Smoking is one of the strongest modifiable risk factors for gum disease, and it dramatically undermines treatment. Smokers heal 50 to 75 percent worse than nonsmokers after periodontal procedures. In concrete terms, after a deep cleaning, nonsmokers typically see about 1.9 millimeters of pocket depth reduction, while heavy smokers see roughly 1 millimeter. The gap holds for surgical treatments too: nonsmokers regain about 1 millimeter of attachment to the tooth root on average, while smokers regain only about 0.2 millimeters.

These aren’t small differences. They can mean the difference between keeping a tooth and losing it. Quitting smoking before or during periodontal treatment is one of the single most effective things you can do to improve your prognosis.

The Role of Oral Probiotics

Researchers are exploring whether beneficial bacteria can help tip the balance in your mouth away from the harmful species that drive gum disease. Several strains of Lactobacillus and Bifidobacterium have shown the ability to inhibit the growth of key periodontal pathogens in lab settings.
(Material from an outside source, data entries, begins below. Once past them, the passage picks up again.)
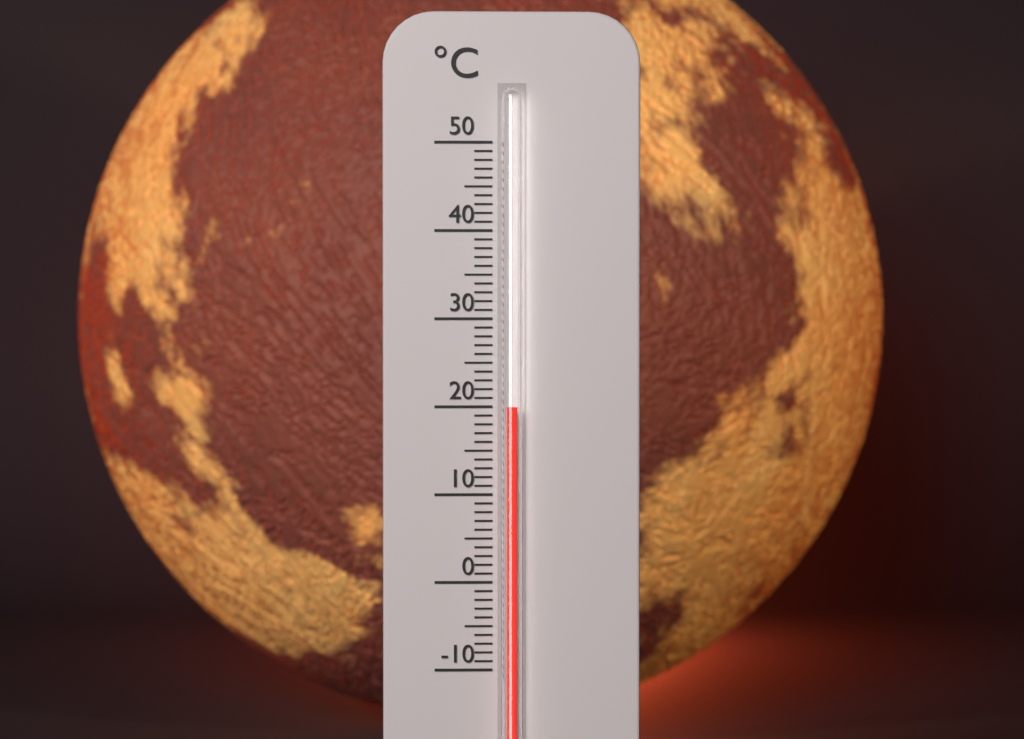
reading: 20 °C
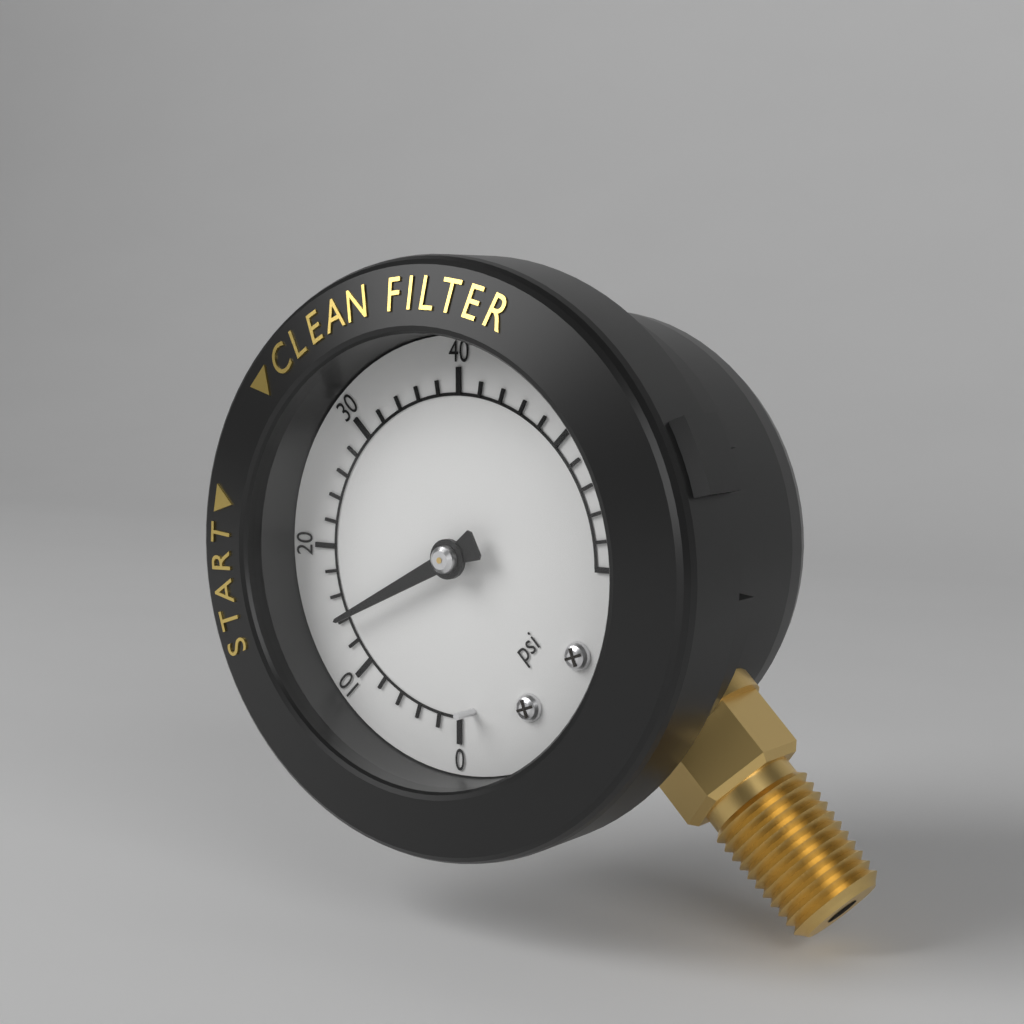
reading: 14 psi
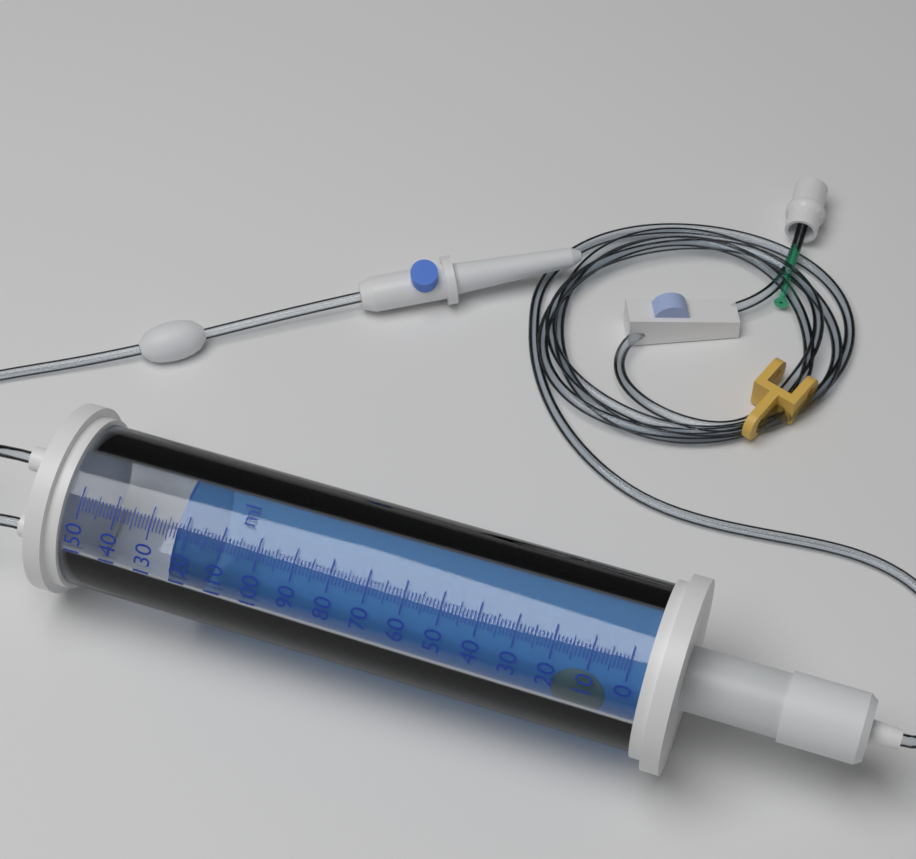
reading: 123 ml
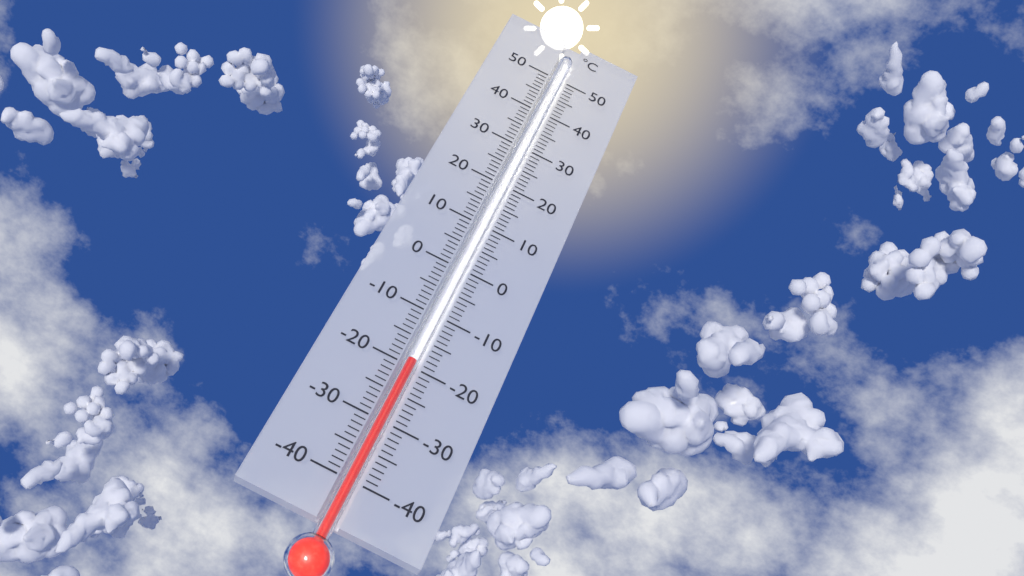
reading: -19 °C
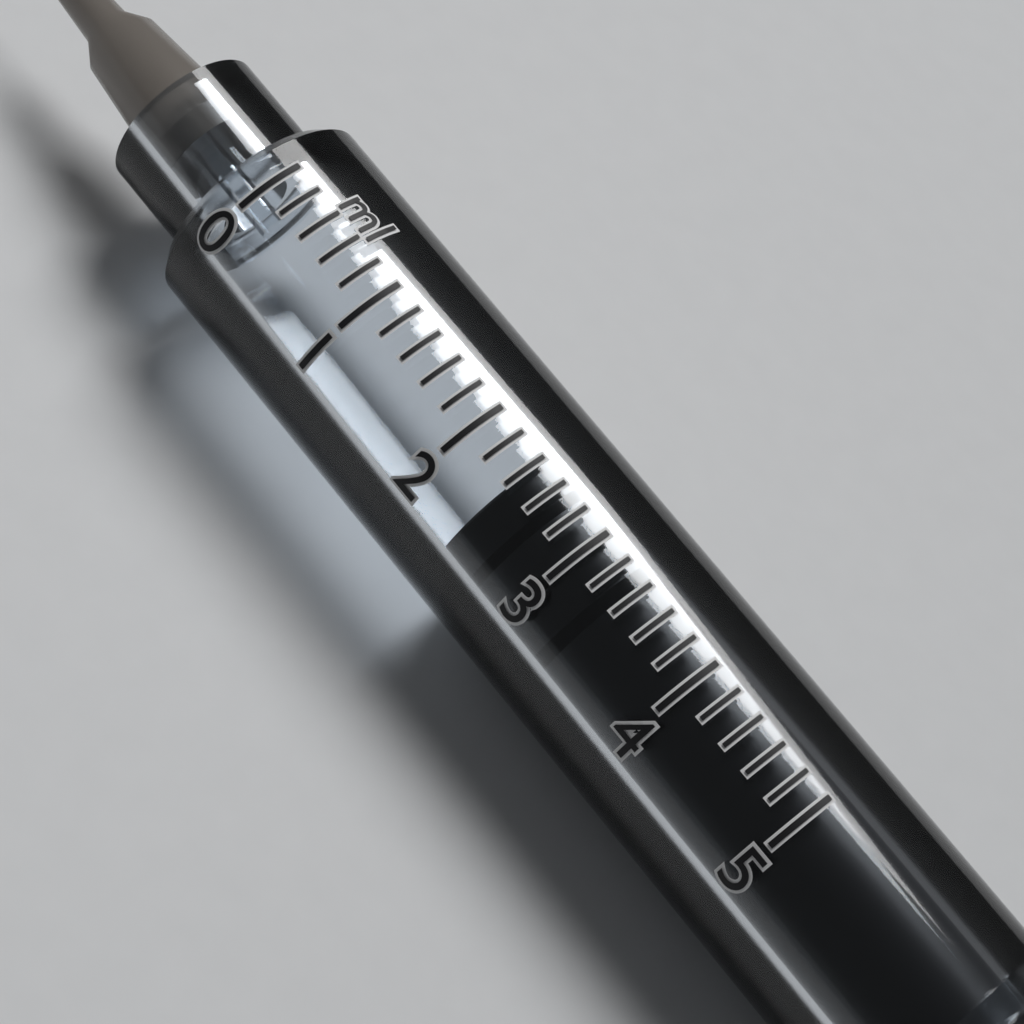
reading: 2.4 ml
Some can break down bacterial biofilms by more than 90 percent and reduce the ability of harmful bacteria to attach to gum tissue. Strains like Lactobacillus reuteri and Streptococcus salivarius are already available as commercial oral probiotic products.

The caveat: most of this evidence comes from laboratory studies rather than large-scale trials in people with active periodontitis. Probiotics are not a replacement for professional treatment, but they may eventually become a useful add-on for keeping harmful bacteria in check between visits.

What Long-Term Maintenance Looks Like

Once you’ve had periodontitis, you’re managing it for life. The standard recommendation is professional maintenance cleanings every three to four months, rather than the six-month schedule used for people with healthy gums. These visits aren’t just cleanings. Your hygienist measures pocket depths, checks for bleeding, and monitors whether bone levels are holding steady.

Between appointments, the daily routine matters just as much. Brushing twice a day with a soft-bristled or electric toothbrush, flossing or using interdental brushes to clean between teeth, and possibly using an antimicrobial mouth rinse all help keep bacterial levels low enough that your immune system isn’t constantly inflamed. People who stick to this combined approach of professional and home care can maintain stable gum health for years, even with a history of significant bone loss.

The practical reality is that periodontitis behaves more like a chronic condition than an acute illness. You won’t get a single treatment that makes it go away permanently. But with consistent care, the disease can be controlled well enough that it no longer threatens your teeth or progresses further.